Using Clonezilla is only painful because I have to take the server off line for 20 minutes or so and stare at the wall while it works. For one thing, the server runs my pi-hole, so unless I change my dns provider at the router first, then my name resolution is down for the duration. It sounds stupid, but it presents enough of a barrier that I only do a backup every few months. It's not a huge risk (the server is pretty static), but more often would be better.
What was a pain was setting up a Clonezilla environment I could use on a headless system. It boots from an ISO on the hard drive with all the params to get networking running and with the ability to ssh in (by ip addr). Now that it's set up (in grub), it does what it needs to do just fine. Once it boots, I operate Clonezilla manually, saving the snapshots to my nas (by ip addr).

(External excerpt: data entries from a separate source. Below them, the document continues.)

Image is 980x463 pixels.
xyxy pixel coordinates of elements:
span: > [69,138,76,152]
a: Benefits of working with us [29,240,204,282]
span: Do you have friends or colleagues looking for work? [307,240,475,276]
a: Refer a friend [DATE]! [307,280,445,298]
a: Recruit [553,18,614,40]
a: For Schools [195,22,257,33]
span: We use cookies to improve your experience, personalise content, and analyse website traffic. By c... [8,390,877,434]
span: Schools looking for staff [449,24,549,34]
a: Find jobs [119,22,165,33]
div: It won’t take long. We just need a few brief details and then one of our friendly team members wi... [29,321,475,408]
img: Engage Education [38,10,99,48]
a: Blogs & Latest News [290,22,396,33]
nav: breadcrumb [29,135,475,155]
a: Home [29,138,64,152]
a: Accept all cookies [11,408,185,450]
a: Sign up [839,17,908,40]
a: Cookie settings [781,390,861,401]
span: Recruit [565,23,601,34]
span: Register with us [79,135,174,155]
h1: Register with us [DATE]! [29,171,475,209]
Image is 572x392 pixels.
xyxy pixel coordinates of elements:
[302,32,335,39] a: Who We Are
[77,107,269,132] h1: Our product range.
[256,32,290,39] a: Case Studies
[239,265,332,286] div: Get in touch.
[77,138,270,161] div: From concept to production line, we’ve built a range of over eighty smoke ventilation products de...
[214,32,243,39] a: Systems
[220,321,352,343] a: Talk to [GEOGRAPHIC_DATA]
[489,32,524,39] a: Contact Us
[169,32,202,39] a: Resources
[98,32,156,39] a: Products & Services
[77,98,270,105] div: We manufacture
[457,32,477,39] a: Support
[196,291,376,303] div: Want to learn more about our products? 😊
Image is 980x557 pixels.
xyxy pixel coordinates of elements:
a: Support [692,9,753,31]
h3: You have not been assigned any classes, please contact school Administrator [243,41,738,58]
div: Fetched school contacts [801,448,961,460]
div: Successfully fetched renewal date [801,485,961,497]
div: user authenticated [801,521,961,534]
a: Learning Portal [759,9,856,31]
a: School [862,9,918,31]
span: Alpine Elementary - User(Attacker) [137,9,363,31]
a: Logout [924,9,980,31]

Perhaps I will look into automating the process so it runs unattended in the middle of the night, when I won't notice the server is down.
What was a pain was setting up a Clonezilla environment I could use on a headless system. It boots from an ISO on the hard drive with all the params to get networking running and with the ability to ssh in (by ip addr). Now that it's set up (in grub), it does what it needs to do just fine. Once it boots, I operate Clonezilla manually, saving the snapshots to my nas (by ip addr).
Perhaps I will look into automating the process so it runs unattended in the middle of the night, when I won't notice the server is down.